Valerie Stevens, OPT chair, said: “The environmental consequences of such a massive population rise are alarming. They include growing water and energy shortages, problems of food production and food insecurity, increasing greenhouse gas emissions, loss of countryside and green space and all the psychological stresses that come with high population densities, overcrowding and loss of tranquillity. Britain is not only a small and crowded island – it is one already beyond the limits of sustainability.”

“Yet apart from a few paragraphs on what it calls ‘wider welfare issues’ [paragraphs 181-185 of report] the committee lays little emphasis on the environment. Even its section on housing, which points out what we have been saying for a long time – that increased population and immigration levels have contributed to higher house prices – deals largely with prices rather than the impact on green space or productive land.”

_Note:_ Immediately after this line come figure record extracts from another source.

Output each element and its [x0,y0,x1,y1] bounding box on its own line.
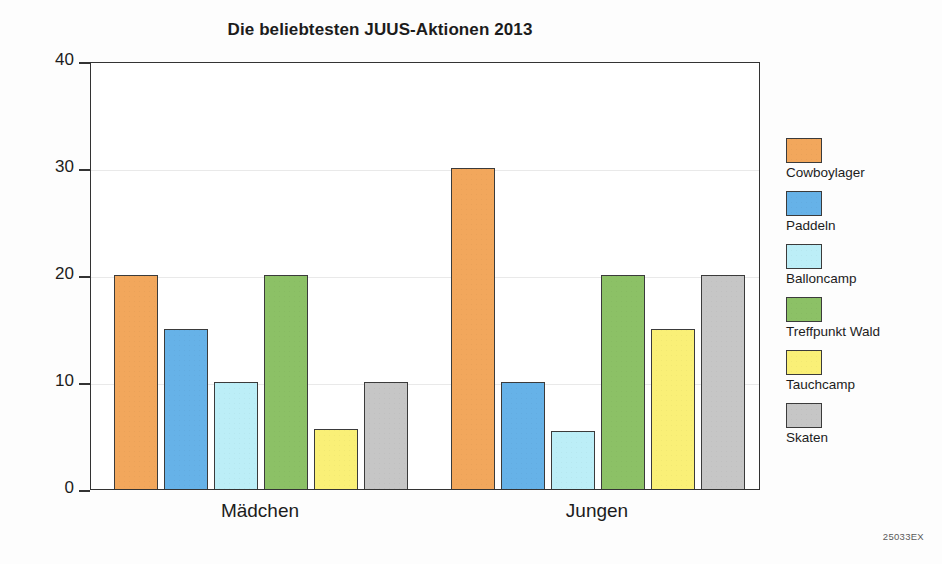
y-axis-tick-mark [79,62,90,64]
y-axis: 010203040 [0,50,90,510]
bar [501,382,545,489]
legend-swatch [786,138,822,163]
legend-label: Treffpunkt Wald [786,324,936,339]
y-axis-tick: 0 [0,490,90,491]
x-axis-group-label: Mädchen [113,500,407,522]
bar [164,329,208,490]
y-axis-tick-mark [79,169,90,171]
bar [264,275,308,489]
y-axis-tick: 10 [0,383,90,384]
bar [114,275,158,489]
legend-swatch [786,403,822,428]
legend-item[interactable]: Skaten [786,403,936,445]
corner-code-label: 25033EX [883,531,924,542]
bars-layer [91,63,759,489]
legend-item[interactable]: Tauchcamp [786,350,936,392]
bar [601,275,645,489]
y-axis-tick-label: 30 [55,157,74,177]
chart-legend: CowboylagerPaddelnBalloncampTreffpunkt W… [786,138,936,456]
legend-item[interactable]: Treffpunkt Wald [786,297,936,339]
legend-item[interactable]: Cowboylager [786,138,936,180]
plot-area [90,62,760,490]
legend-label: Tauchcamp [786,377,936,392]
y-axis-tick-label: 10 [55,371,74,391]
chart-figure: Die beliebtesten JUUS-Aktionen 2013 0102… [0,0,942,564]
legend-label: Skaten [786,430,936,445]
bar [701,275,745,489]
legend-swatch [786,244,822,269]
y-axis-tick: 40 [0,62,90,63]
legend-label: Cowboylager [786,165,936,180]
bar [364,382,408,489]
legend-item[interactable]: Balloncamp [786,244,936,286]
y-axis-tick: 30 [0,169,90,170]
y-axis-tick: 20 [0,276,90,277]
legend-swatch [786,350,822,375]
bar [451,168,495,489]
legend-label: Paddeln [786,218,936,233]
y-axis-tick-mark [79,276,90,278]
y-axis-tick-mark [79,490,90,492]
y-axis-tick-label: 0 [65,478,74,498]
x-axis-group-label: Jungen [450,500,744,522]
legend-label: Balloncamp [786,271,936,286]
bar [551,431,595,489]
y-axis-tick-label: 20 [55,264,74,284]
y-axis-tick-label: 40 [55,50,74,70]
chart-title: Die beliebtesten JUUS-Aktionen 2013 [0,20,760,40]
bar [651,329,695,490]
legend-swatch [786,297,822,322]
legend-item[interactable]: Paddeln [786,191,936,233]
bar [314,429,358,489]
bar [214,382,258,489]
y-axis-tick-mark [79,383,90,385]
legend-swatch [786,191,822,216]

OPT analysis of the 36,000-word report shows that water, energy, food production and climate change are not mentioned at all, noise and congestion only once and the countryside only twice. The words “environment” or “environmental” are only used four times and “green” only once.

Valerie Stevens added: “For too long many people with environmental concerns about immigration levels have been afraid to speak out for fear of being labelled racist. If the Lords report succeeds in finally exploding this conspiracy of silence, it will be very welcome.

“Unfortunately, their primarily economic brief has had the effect of seriously underplaying the entire environmental dimension – even though environmental problems usually carry severe economic consequences. The Lords make the point that the Government ‘appears not to have considered these [wider welfare] issues at all’* - but it is time somebody did.

“A recent OPT study found that the UK could support a population of only 17 million if it had to provide for itself from its own resources. We urgently need a serious environmental examination of just how many people these islands can sustain.”